A Guarded Response

To this story.

A train company has been fined £1 million for breaching health and safety duties after a passenger was killed leaning out of a window on a Gatwick Express train.

Train enthusiast Simon Brown, 24, was hit by a gantry while he leaned out the window as the train approached Wandsworth Common station on August 7, 2016.

Govia Thameslink Railway, which runs the service, pleaded guilty to a health and safety breach at a previous hearing in May over Mr Brown’s death.

It was found there had been no guard on the train to monitor the use of the window, which had been left unlocked.

Okay. A significant part of the suburban network is driver only, so has no guard. There are still HSTs running about (although dwindling) with door windows that slide open. The point being, that if someone really wants to stick their head out of the window, it’s pretty much impossible to stop them.

What this case has done is send a strong message that we don’t do personal responsibility in this country. That adults need to be cosseted and nannied because they are too stupid to exercise some common sense and personal responsibility. This was a tragedy, but to blame the train operator is wrong. There was no tort here. There was no negligence. The dangers inherent in sticking one’s head out of the window of a moving train are obvious. If I was sufficiently heartless, I’d say that it was Darwin in action.

What we see here is a corruption of English Common Law and it is a sad reflection of the state of our society that this even came to court.

Expect even more nannying and petty health and safety rules as a consequence, as organisations try to protect themselves from the impossible – the infinite capability of the general public to find a hitherto unexpected method of self-dispatch as a consequence of rampant stupidity.

12 Comments

  1. Waiting to read that M&S have been fined by H&S because someone shat themselves wearing a pair of their pants. Just wait. It will no doubt happen.

  2. I understand that the deceased had an active interest in railways…
    Just how dumb do you have to be these days? Even if the safety notice was allegedly “obscured”, if you travel regularly surely you will have noticed that the signs are pretty commonplace as are large, heavy pieces of steel. A potential Darwin Award nominee however? The Tree of Life is self-pruning.

  3. A truly silly decision.
    As you say, he was an adult and responsible for his actions.

    Obvious response to decision: fix all train windows shut.
    Next train crash: trapped passengers being incinerated. Or smoked.
    “Why could the windows not be opened to allow them to escape? Something must be done!”

  4. “…the infinite capability of the general public to find a hitherto unexpected method of self-dispatch as a consequence of rampant stupidity.”
    Sheer Poetry.

  5. “What we see here is a corruption of English Common Law and it is a sad reflection of the state of our society that this even came to court.”

    Nail/head interface there.

  6. See also:

    https://www.metro.news/e-scooter-death-pal-calls-for-total-ban/1639642/

    “The 35-year-old told Metro: ‘Emily was one of my best friends, we grew up together. She was a very expressive, kind and caring person. It’s just so very sad. This is a tragedy but some good should come from it. Clearly e-scooters are not safe. Why allow the sale of something that is not safe? The existing ban should be enforced and extended to cover their sale.’”

    Or to translate from DimBulb: “My pal did something stupid and illegal with something legal to use in the correct way, so the obvious answer is to make it illegal to have one at all.”

    • I propose a new verdict be used: “Death by Fuckwittery”.
      There’s a lot of it about these days.

  7. ‘Train enthusiast Simon Brown, 24, was hit by a gantry…’

    No he wasn’t. The gantry was not moving. He hit it.

    It’s like saying a car served off the road and was hit by a tree.

    • Along these lines why was Govia Whatsit charged when it was Railtrack (or whatever they are called this week) who left the gantry close to a train?

  8. Put the price of tickets up to cover the cost of having all windows fixed shut and a guard at each, just in case somebody smashes a window and leans out.

  9. I think the impact on Britains’s heritage steam railways is going to be significant – adding central locking to historic carriages is going to cost big time.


> Your instructions:
This exercise calls for copying every line below that holds the word "Earnings".

-- Entries shown follows --

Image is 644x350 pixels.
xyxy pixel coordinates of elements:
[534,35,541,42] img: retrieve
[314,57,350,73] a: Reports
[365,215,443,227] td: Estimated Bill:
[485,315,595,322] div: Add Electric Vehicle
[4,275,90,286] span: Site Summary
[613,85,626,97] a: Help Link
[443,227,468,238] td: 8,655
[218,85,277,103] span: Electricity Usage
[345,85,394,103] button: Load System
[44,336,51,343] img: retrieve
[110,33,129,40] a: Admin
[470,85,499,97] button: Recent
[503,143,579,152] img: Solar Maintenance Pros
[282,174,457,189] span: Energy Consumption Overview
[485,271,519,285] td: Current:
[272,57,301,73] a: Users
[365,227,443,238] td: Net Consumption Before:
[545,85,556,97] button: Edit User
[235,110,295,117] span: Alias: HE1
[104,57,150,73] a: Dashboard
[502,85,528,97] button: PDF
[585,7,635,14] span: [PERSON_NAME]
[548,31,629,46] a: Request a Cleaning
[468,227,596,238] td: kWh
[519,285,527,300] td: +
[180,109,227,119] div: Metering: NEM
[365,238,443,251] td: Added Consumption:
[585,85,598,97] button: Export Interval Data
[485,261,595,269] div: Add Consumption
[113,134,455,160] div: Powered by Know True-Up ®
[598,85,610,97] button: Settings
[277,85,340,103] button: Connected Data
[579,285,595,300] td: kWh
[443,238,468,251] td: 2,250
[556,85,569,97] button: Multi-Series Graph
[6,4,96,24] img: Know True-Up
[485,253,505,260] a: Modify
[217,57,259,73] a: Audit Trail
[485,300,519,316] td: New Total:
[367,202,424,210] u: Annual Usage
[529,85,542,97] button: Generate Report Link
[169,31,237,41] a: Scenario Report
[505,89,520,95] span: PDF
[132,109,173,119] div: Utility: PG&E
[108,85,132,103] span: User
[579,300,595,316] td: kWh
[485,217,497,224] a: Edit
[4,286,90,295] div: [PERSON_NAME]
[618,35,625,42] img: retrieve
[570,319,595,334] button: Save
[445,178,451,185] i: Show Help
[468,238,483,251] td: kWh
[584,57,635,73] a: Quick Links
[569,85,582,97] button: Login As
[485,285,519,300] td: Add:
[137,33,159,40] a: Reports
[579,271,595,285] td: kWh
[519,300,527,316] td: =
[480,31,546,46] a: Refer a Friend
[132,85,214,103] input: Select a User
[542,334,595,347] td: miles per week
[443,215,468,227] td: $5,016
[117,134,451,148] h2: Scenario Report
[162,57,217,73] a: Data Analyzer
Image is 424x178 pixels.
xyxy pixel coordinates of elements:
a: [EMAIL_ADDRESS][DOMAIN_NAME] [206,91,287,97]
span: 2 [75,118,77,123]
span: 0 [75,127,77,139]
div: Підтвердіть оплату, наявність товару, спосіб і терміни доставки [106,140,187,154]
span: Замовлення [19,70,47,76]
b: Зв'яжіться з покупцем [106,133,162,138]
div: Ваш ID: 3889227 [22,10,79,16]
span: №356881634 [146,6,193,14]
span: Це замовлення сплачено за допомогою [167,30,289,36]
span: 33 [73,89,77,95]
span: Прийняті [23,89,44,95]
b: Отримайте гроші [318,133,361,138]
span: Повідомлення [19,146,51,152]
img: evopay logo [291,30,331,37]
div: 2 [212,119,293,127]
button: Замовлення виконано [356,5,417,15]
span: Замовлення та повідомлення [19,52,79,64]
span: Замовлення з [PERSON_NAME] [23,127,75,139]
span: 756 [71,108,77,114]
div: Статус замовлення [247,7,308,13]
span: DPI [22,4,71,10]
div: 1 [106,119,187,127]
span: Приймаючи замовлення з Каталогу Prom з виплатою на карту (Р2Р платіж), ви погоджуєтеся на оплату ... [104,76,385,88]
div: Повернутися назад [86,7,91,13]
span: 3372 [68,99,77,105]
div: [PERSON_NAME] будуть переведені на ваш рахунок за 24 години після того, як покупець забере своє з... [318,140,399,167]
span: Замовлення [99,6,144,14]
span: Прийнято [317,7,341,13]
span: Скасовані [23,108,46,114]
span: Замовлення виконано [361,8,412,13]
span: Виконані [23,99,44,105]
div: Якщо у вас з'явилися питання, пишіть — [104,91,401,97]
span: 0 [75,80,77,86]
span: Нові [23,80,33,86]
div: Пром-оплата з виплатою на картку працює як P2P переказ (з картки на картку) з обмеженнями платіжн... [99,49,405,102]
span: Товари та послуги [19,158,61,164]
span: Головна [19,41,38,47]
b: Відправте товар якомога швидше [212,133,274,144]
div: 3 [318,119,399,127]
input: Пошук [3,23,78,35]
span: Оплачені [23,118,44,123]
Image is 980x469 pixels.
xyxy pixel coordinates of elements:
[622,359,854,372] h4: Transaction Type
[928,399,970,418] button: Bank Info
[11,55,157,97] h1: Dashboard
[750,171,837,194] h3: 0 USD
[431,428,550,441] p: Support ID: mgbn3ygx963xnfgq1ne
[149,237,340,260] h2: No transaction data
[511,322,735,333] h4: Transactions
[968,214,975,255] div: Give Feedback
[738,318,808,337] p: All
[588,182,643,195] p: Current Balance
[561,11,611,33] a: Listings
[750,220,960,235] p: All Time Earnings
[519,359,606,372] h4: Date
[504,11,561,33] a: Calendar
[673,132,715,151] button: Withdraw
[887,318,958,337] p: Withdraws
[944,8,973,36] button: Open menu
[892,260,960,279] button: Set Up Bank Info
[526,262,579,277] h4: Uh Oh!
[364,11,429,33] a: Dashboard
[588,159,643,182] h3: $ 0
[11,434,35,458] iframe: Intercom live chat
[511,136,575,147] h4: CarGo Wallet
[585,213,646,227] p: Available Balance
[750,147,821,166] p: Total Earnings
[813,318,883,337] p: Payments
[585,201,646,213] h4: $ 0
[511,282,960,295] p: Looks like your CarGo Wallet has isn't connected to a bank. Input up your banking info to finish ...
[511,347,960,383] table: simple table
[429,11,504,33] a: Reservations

-- Entries shown concluded --

> Solution:
[750,220,960,235] p: All Time Earnings
[750,147,821,166] p: Total Earnings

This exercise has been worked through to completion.